Servant: “A person who performs duties for others” is one definition according to the Oxford English Dictionary. A definition of a public servant: “A person who works for the state or for local government.”
Since the dawn of prehistory, conquerors have taken over other people and recruited slaves and servants from the defeated population. As civilizations became more advanced, the elite classes made slaves and servants of the poorer classes. A servant was definitely an inferior. Few chose servanthood as an occupation.
Then a teacher named Jesus knelt before his disciples, took off their sandals, and washed their feet as a common servant. After this act of servitude—slavery even—he said, “You call me Teacher and Lord—and you are right, for that is what I am.
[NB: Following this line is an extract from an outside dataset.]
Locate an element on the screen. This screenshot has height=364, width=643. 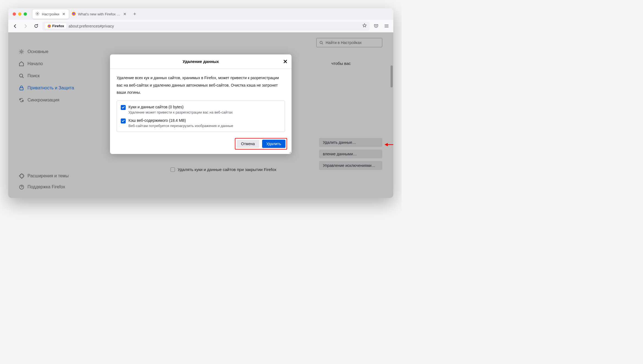
option-title: Куки и данные сайтов (0 bytes) is located at coordinates (180, 107).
So if I, your Lord and Teacher, have washed your feet, you also ought to wash one another’s feet.”
Jesus, called Lord of the universe by his followers, became a servant and called on us to do the same. Eventually, we understood that all our vocations—king, president, merchant, clerk, car mechanic, doctor—whatever we are called to do—are the means of serving others. A new idea was born, that government does not exist for its leaders but for the sake of the governed, whom their leaders serve.
Jesus stood on its head the usual way of doing things. But then he did this from the very beginning. The king of the universe opting to come as a helpless baby? And not in Rome or Athens, either. Not even venerable towns like Carthage or Alexandria. He came in a backwater Judean stable to a peasant woman. Who would have thought? Surely, it took God to think up that one.